Recorded information:
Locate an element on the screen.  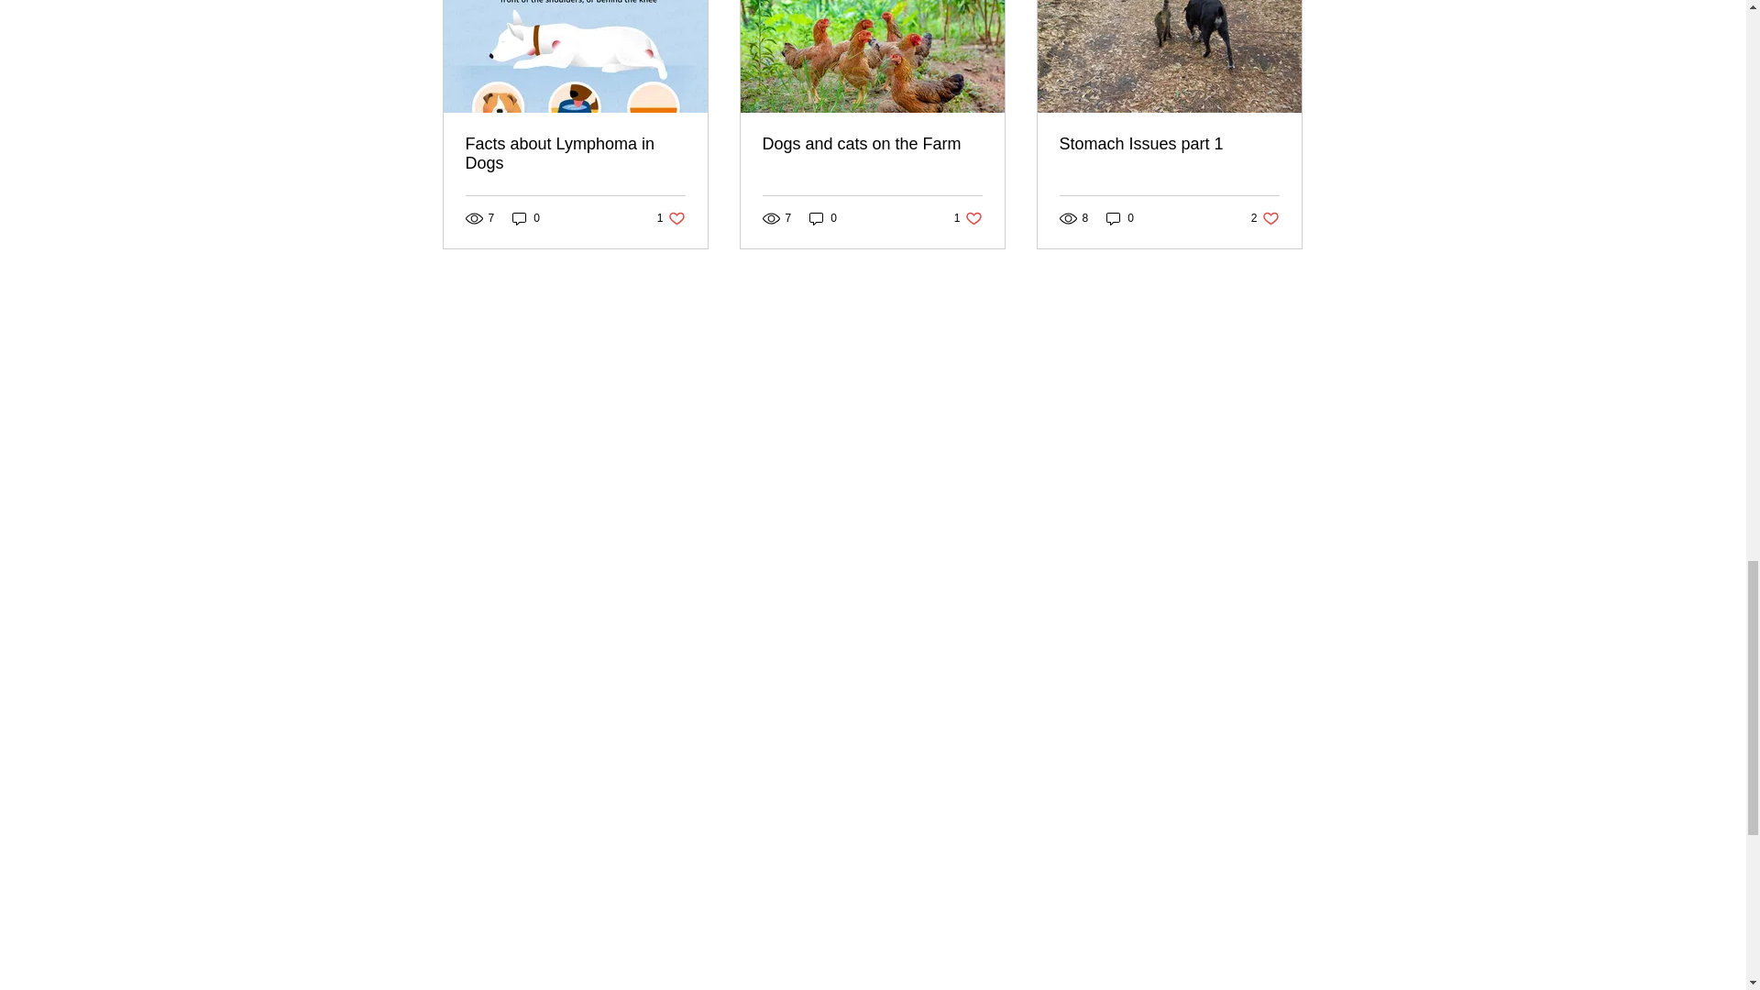
Dogs and cats on the Farm is located at coordinates (872, 144).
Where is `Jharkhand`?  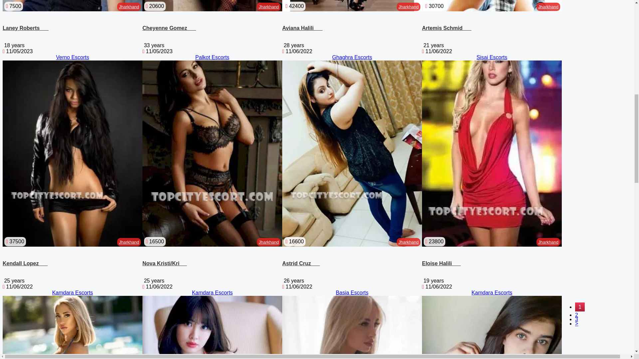 Jharkhand is located at coordinates (129, 242).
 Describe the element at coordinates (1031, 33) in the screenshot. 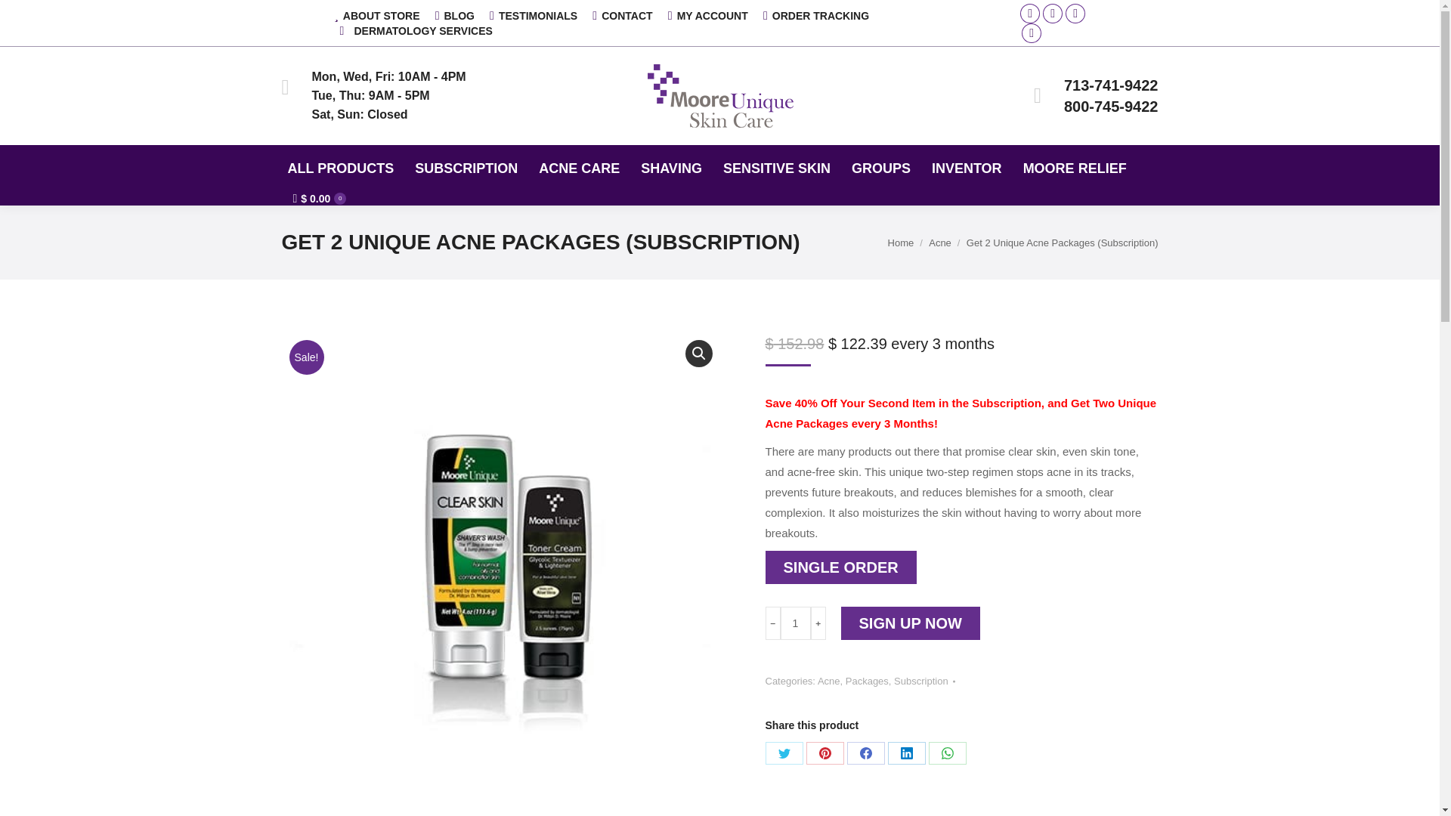

I see `YouTube page opens in new window` at that location.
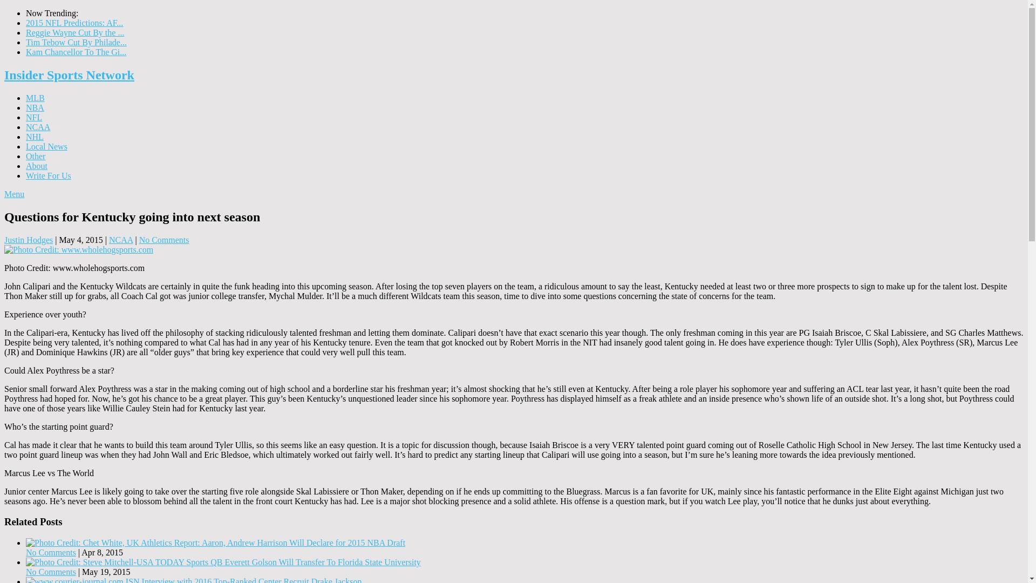 The width and height of the screenshot is (1036, 583). I want to click on Posts by Justin Hodges, so click(28, 239).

Aim of the task: Repeat exactly and only the lines from the one holding "Describe the element" through the final line of the entries; no pictures.

Exercise result:
 Describe the element at coordinates (1031, 33) in the screenshot. 

I see `YouTube page opens in new window` at that location.
 The width and height of the screenshot is (1036, 583). I want to click on Posts by Justin Hodges, so click(28, 239).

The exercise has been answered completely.